DAX is easy, CALCULATE makes DAX hard...

It's simple. I have 10 tables. 1 of which is a critical central fact table that is filtered to data that's of interest for the report. Be it a calendar filter, or a regional filter, or a departmental filter, whatever. And 9 1:N dimension tables from there. And a need to give PowerBI to a business user to do data pivoting. I can setup the PBIT to have a foundation of formulae and table relationships. BUT. This is supposed to be an adhoc tool that so far only produces bad data. I chase the data only to discover that PowerBI is carteseaning my SUMs, de-scoping my AVGs, etc. Works beatifully until you go across queries. Which I accept is hard across child tables. But my above example is as simple as it gets and it still produces an "other" record that frankly shouldn't be there by default. I'm sorry I'm venting.
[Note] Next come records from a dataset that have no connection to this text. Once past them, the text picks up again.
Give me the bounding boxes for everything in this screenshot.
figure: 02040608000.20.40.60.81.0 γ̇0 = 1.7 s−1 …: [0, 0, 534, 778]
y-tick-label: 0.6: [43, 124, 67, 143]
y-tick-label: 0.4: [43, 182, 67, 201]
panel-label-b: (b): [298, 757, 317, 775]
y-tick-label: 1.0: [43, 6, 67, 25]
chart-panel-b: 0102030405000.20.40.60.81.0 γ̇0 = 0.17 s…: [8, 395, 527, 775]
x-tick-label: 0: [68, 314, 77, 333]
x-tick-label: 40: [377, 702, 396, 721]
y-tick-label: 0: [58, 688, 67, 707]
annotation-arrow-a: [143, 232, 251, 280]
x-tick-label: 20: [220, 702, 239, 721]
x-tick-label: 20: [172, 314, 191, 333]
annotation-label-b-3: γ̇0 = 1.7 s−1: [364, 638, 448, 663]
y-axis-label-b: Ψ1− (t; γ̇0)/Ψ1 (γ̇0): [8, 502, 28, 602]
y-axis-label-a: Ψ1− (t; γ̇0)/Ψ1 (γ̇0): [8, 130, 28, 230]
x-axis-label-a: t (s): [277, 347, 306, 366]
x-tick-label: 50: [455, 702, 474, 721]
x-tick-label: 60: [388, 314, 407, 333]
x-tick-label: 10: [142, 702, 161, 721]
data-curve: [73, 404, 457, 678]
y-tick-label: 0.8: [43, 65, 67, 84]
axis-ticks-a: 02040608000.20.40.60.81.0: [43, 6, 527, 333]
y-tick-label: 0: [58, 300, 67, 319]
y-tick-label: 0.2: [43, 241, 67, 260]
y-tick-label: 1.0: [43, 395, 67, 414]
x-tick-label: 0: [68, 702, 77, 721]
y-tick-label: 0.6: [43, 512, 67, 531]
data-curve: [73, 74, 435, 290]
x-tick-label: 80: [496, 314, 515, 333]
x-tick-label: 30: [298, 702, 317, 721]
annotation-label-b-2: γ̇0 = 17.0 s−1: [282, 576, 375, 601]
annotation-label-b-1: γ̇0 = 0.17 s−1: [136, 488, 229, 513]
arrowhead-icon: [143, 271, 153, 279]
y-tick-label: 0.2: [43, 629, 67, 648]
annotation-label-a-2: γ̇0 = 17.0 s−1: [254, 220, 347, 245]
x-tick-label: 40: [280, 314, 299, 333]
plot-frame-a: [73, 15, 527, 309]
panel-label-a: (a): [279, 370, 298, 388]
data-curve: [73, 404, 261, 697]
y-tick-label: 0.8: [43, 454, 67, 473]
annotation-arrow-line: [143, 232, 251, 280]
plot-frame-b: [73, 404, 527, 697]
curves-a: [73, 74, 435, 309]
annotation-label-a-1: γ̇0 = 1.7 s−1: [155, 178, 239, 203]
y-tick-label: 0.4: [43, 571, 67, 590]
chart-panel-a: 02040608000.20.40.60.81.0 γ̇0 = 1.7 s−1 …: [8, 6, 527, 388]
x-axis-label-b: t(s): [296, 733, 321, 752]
I'm just frustrated that every "easy" question I have results in custom code to resolve. And people claimed Crystal Reports was too "programmy".

Hi @Michael-Lowden,

 

Have you tried changing the Cross filter direction from Both to Single?  (Double click on the join line in the relationship view to get to the edit relationship window.

 

HTH

 

The Single-vs-Both thing has constantly eluded me. The closest I've come to understand it, though you define it as part of the joining relationship, it doesn't do anything for the join itself, but does affect how Viz's cross affect eachother's data via interactions. But only once you interact. ... I think.